Tin Men
They always said the same thing.
That they had lost them, that they broke,
that they calcified or plated over, wore out,
went under, never recovered. They always
said, I’ve been trying to find one, I’ve been
looking so long. And always, each time,
I would think I could almost hear it,
a distant drumming, a little life, my cheek
growing cold against that armor, my ear
pressed hard against the dead
echo of an abandoned cavity.
In those days, I thought I knew something
about disappeared hearts, and how to retrieve them.
Once, waking from a strange dream, I followed
a trail of blood, drops of rubies along a road
I had already taken, thinking I would trace
it to its source, that pulsing, elusive thing,
and cradle it in my palms with all the love
I thought it could give back. In my joy,
I tried to call out – but my voice came
tumbling in a breach of shredded scraps
from the slit at my throat.
The butcher’s knife with its bloody prints,
its gleaming alloy glinting like a grin.
My own heart gaping open, mined.
How much metal have I absorbed,
warmed in my body, and what
has it done to me?
Some nights I don’t know
what causes all that clanking.
My grandmother’s ghost in
the kitchen, or all the tin men
I have taken to my bed. A sound
like the drought wind on
a roof gone rusty after
years of percussive rain.
Banishing
Never forget that once invoked,
a goddess cannot go away
until asked to.
Leave your door open to me three
nights in a row and the circle will
come complete with me within it,
and in your rooms the smell of
sweet burning things.
Cover your mirrors, you who
cannot bear to look at yourself.
Rub sugar and spice over your doorway.
Bury your precious stones in ash.
Prepare for poltergeists.
Wash your body of the salt of
my fire eater’s tongue, black as
prophecy. Exorcise from your memory
the distant thunder of my voice.
Night bleeding into light,
the last crow before the sacrifice.
Make your offerings. Wood to oil, oil to flame.
I am more benevolent than most. Draw me
the outline of a door and I will withdraw, quietly.

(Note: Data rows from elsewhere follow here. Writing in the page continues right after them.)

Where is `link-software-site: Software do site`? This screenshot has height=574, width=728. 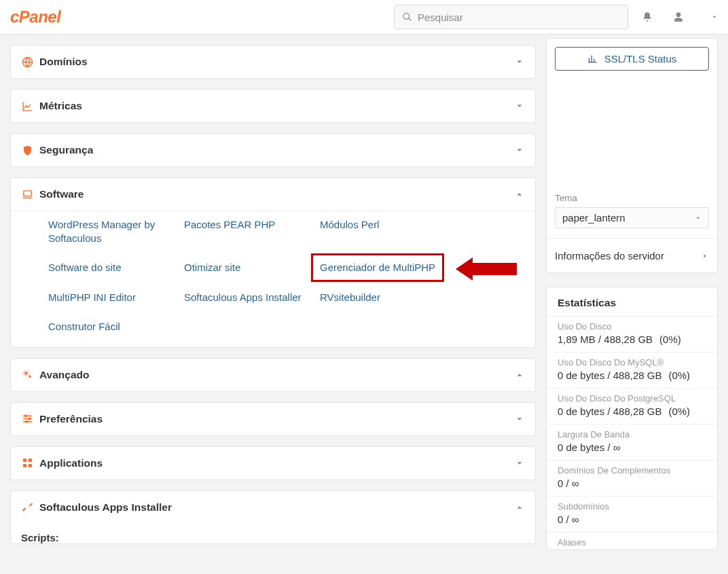 link-software-site: Software do site is located at coordinates (116, 268).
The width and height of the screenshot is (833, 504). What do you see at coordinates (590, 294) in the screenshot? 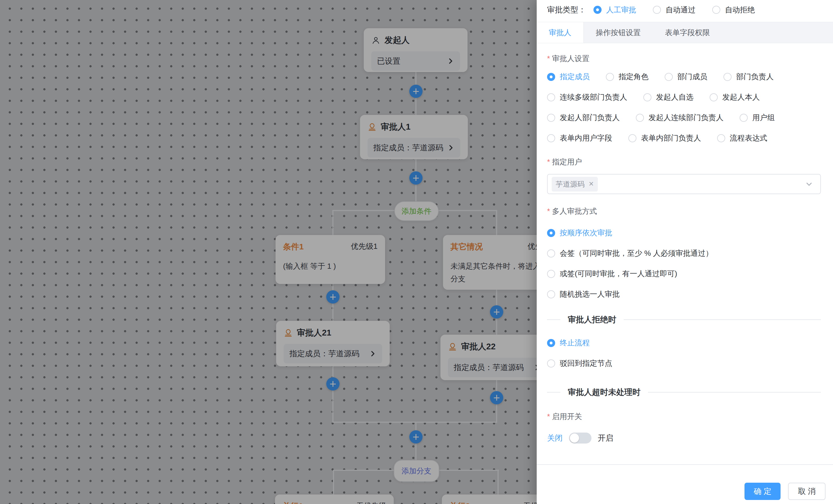
I see `radio-label: 随机挑选一人审批` at bounding box center [590, 294].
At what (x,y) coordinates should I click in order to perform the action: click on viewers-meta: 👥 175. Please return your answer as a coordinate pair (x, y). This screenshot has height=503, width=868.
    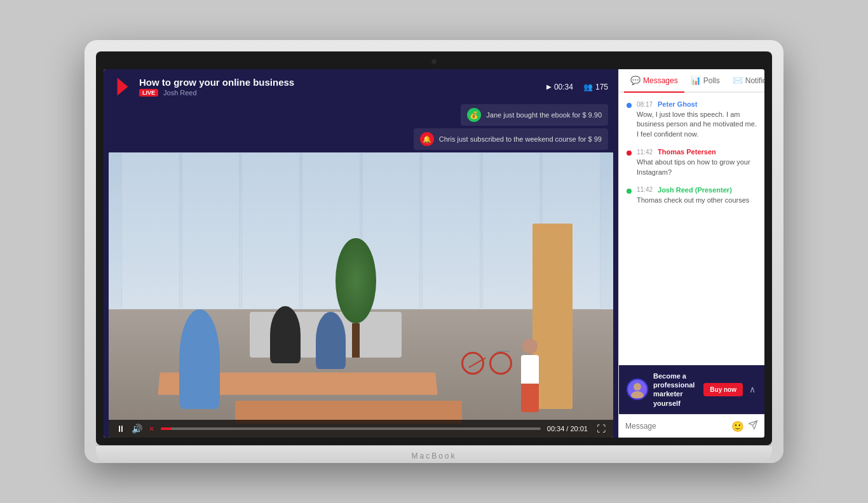
    Looking at the image, I should click on (596, 87).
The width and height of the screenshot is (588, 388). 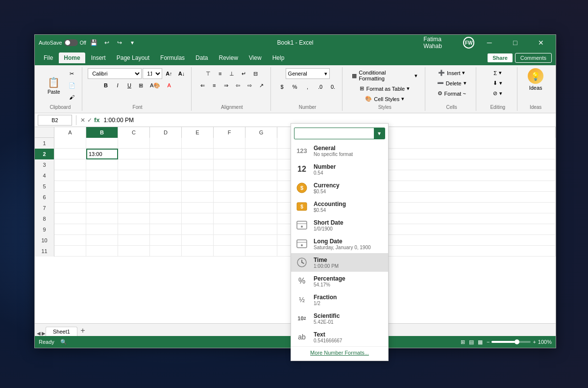 I want to click on cell-e1, so click(x=198, y=143).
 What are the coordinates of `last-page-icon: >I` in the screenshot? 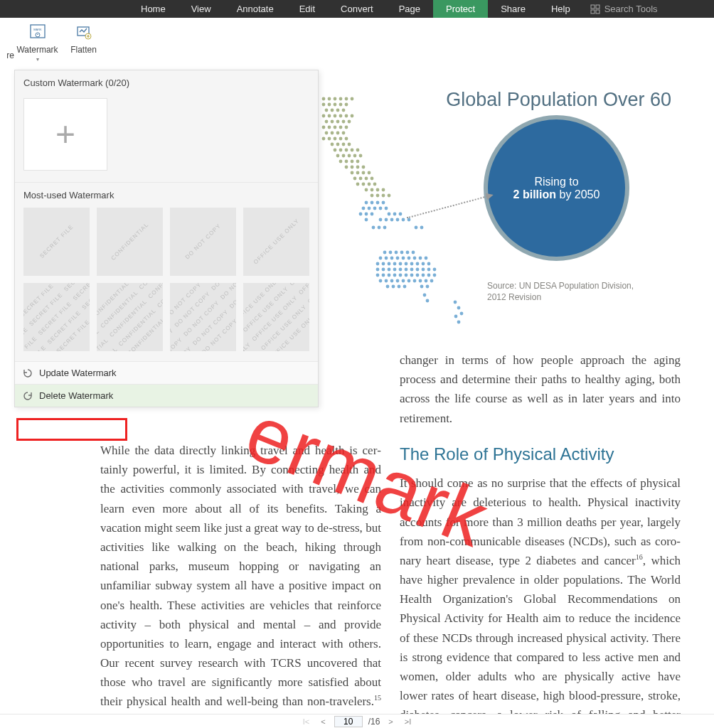 It's located at (408, 722).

I will not walk backwards. In your house,
not a shudder, no trace for days
but a relieved exhalation.
It is not what I will take;
it is what I will leave behind.
SHARANYA MANIVANNAN was born in India in 1985, and grew up in Sri Lanka and South East Asia. She is the author of a book of poems, Witchcraft (2008), and is working on a second collection and a novel. Her writing has also been published or is forthcoming in journals including Drunken Boat, White Whale Review, Ghoti, Softblow, Quarterly Literary Review of Singapore, Istanbul Literary Review and Pratilipi. A fortnightly personal column, "The Venus Flytrap", appears in The New Indian Express. She can be found online at www.sharanyamanivannan.com.